Her gut twisted. She knew that pain, lived it every day. She leaned in, lips hovering a breath away, and repeated what Mr. E had said to her. “That’s up to you.”

Resolve hardened his face. She knew that emotion, too. Her time in the box was permanently carved in memory, which had made Van’s threats of returning her there an effective form of control in her training.

Tendrils of resentment coiled around her throat. To dwell on her or the boy’s predicament would only bring irresponsible hesitation. So she did what she always did to distract her thoughts.

She reached into the cold place inside her, searching for something yearning she could sing with dispassion. The beginning verses of “What It Is” by Kodaline fell past her lips and shivered through the room. She sang with an icy pitch as she removed a blindfold from the trunk by the box and tied it over his wide, glaring eyes.

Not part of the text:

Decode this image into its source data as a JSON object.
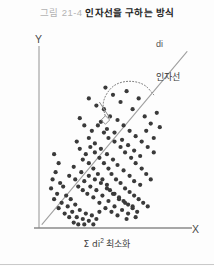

To deprive smell, a swimmer’s nose plug went on next. He could breathe through his mouth, and the cracks in the box allowed airflow, but it wouldn’t feel that way to him once she shut the lid.

The skin on his face was hot and damp, the muscles beneath jerking against her fingers. She continued to sing as she cuffed headphones over his ears, plugged them into the tablet outside of the box, and activated the timer. Twenty minutes of heart-hammering silence.

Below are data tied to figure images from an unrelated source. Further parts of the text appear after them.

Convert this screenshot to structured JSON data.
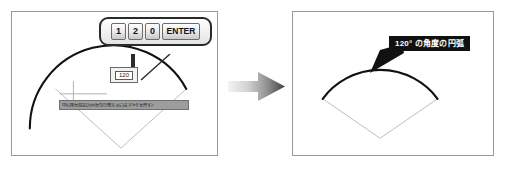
{
  "figure": {
    "background_color": "#ffffff",
    "panel_border_color": "#9a9a9a"
  },
  "panels": {
    "before": {
      "name": "before-state",
      "keypad": {
        "name": "keypad-callout",
        "keys": [
          {
            "label": "1",
            "name": "key-1"
          },
          {
            "label": "2",
            "name": "key-2"
          },
          {
            "label": "0",
            "name": "key-0"
          },
          {
            "label": "ENTER",
            "name": "key-enter"
          }
        ]
      },
      "value_box": {
        "name": "angle-input",
        "value": "120"
      },
      "tooltip": {
        "name": "command-prompt",
        "text": "中心角を指定(方向を切り替えるには [Ctrl] を押す):",
        "background_color": "#9d9d9d"
      },
      "geometry": {
        "arc_color": "#111111",
        "construction_color": "#b0b0b0",
        "crosshair_color": "#a8a8a8"
      }
    },
    "after": {
      "name": "after-state",
      "annotation": {
        "name": "angle-annotation",
        "text": "120° の角度の円弧",
        "background_color": "#111111",
        "text_color": "#ffffff"
      },
      "geometry": {
        "arc_color": "#111111",
        "construction_color": "#b0b0b0",
        "arc_sweep_degrees": 120
      }
    }
  },
  "transition": {
    "name": "transition-arrow",
    "direction": "right",
    "gradient_from": "#f0f0f0",
    "gradient_to": "#4a4a4a"
  }
}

The music in her voice strangled, stopped. Twenty minutes alone with his thoughts. Then the misery would begin.

“It’s just the way it is,” she murmured with an ache in her throat.

His body was motionless, but she didn’t miss the goosebumps creeping across his skin or the slight tremor in his cheeks. The sudden desire to comfort him drew her closer, bending her at the waist, until her mouth brushed his, softly, unjustly. His lips pulled away in a quiver that she felt throughout her body.

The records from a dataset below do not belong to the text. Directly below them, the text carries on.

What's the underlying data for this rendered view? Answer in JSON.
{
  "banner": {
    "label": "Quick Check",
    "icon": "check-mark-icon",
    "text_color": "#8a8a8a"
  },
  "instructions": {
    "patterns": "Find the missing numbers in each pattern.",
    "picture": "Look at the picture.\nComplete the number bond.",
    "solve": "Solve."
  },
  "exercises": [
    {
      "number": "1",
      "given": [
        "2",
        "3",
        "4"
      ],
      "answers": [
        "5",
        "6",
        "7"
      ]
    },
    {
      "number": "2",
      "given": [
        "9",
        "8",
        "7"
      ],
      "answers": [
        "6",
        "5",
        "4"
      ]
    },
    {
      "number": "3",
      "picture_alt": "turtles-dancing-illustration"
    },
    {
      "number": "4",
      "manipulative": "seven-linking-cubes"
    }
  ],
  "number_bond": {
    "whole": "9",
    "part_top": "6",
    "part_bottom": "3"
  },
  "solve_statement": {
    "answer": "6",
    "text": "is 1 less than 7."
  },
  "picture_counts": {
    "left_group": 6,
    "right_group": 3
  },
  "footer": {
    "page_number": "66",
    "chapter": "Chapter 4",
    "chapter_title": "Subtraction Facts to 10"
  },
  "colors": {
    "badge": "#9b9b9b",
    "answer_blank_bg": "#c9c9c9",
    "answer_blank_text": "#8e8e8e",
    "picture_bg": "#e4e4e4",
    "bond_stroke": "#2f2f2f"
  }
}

She straightened and rubbed her breastbone, unable to soothe the ache beneath it. “I’m so sorry.” A whisper, too low to pass through the earphones.

Then she closed the lid.

Chapter 6

Opaque fabric pressed against Josh’s eyes. The clip on his nose forced his breaths through his mouth. Were there air holes? There must’ve been, otherwise he’d be gulping lungfuls of nothingness. His throat whistled. His mouth parched. Maybe he was suffocating.

Were his captors standing right outside the box? He couldn’t hear a damned thing beyond the covers on his ears and the thump of his heart.

The unforgiving wood dug into his shoulders and hips. The thousand-pound chains pinned his hands and feet. The too-close walls caved in around him, firing the nerve endings along his skin in concentrated chaos. It was the kind of tactile assault he imagined could only be experienced within the deafening suffocation of a coffin.

Fear boiled in his stomach and hit his throat with searing acid. Great, he still had the sense of taste, which meant he could savor his puke as he choked on it. He squirmed, tilting his head to the side in case his stomach emptied.

This had to be a depraved prank. They wouldn’t leave him chained like this for long. The girl in the next room didn’t have visible wounds on her fragile frame. There weren’t any instruments of cruelty hanging on the walls. Hell, the gun wasn’t even loaded.

He should’ve grabbed the blonde and threatened to break her neck. Why hadn’t he kicked the gun from Van’s hand as soon as the man walked in? His chest tightened. He should’ve left Liv on the road to tow her own effing car.

His pulse elevated, and his body burned and itched. Mom and Dad would be looking for him. How many calls had he missed? His heavy breaths congealed the air around him. She’d done something to his phone.

He bucked against the box, yanking and twisting at the restraints. His stupid freaking impulse to help a stranger had put his parents in danger. He’d left them unprotected and abandoned them with a farm they couldn’t manage alone.